Everything Everywhere All at Once
Originally published on 17/05/2022 on Letterboxd
The first 20 minutes were promising, and there are occasionally flashes of something meaningful with regards to generational trauma, but every time this approaches something resembling sincerity it undercuts it with such inane humour. This brand of sickeningly saccharine storytelling is particularly perplexing because of how it turns queerness into the butt of most of its inert jokes, and attempts to manoeuvre its way out of confronting it with a mantra like “be kind, even when you don’t know what’s going on”, which wouldn’t look out of place in the Lloyd’s bank advertisement that played before this.

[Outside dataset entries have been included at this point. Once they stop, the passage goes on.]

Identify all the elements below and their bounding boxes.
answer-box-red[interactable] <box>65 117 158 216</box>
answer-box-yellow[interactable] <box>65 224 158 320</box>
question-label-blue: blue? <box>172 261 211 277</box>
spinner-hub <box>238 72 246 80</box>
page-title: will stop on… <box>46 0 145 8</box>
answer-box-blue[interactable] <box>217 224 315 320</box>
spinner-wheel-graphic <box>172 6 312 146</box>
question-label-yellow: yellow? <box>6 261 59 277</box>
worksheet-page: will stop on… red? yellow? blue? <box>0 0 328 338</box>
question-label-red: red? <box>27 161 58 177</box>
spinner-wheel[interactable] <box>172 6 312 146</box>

Its central conceit- a resignation to inexplicability- renders its entire narrative arc futile, which isn’t inherently a detriment, but the problem is that it extends into this vapid vortex that becomes painful to watch as it prolongs for an hour more than its banality requires. The Daniels claimed to have learnt about compositions through watching Every Frame a Painting, which is very much evident in how every single one of the convoluted visual gags that upholds its skeletal, decaying narrative resembles a decade-old CollegeHumour skit. Its total absence of any formal inventiveness and reliance on hollow pastiche would imply that its supposed emotional resonance is intended to compensate, but when its emotion is predicated on the basis of some vague notion of universal kindness (isolated from any of its uncomfortable context), what is left? The answer is: Michelle Yeoh trying her hardest to wrestle with a dreadful script.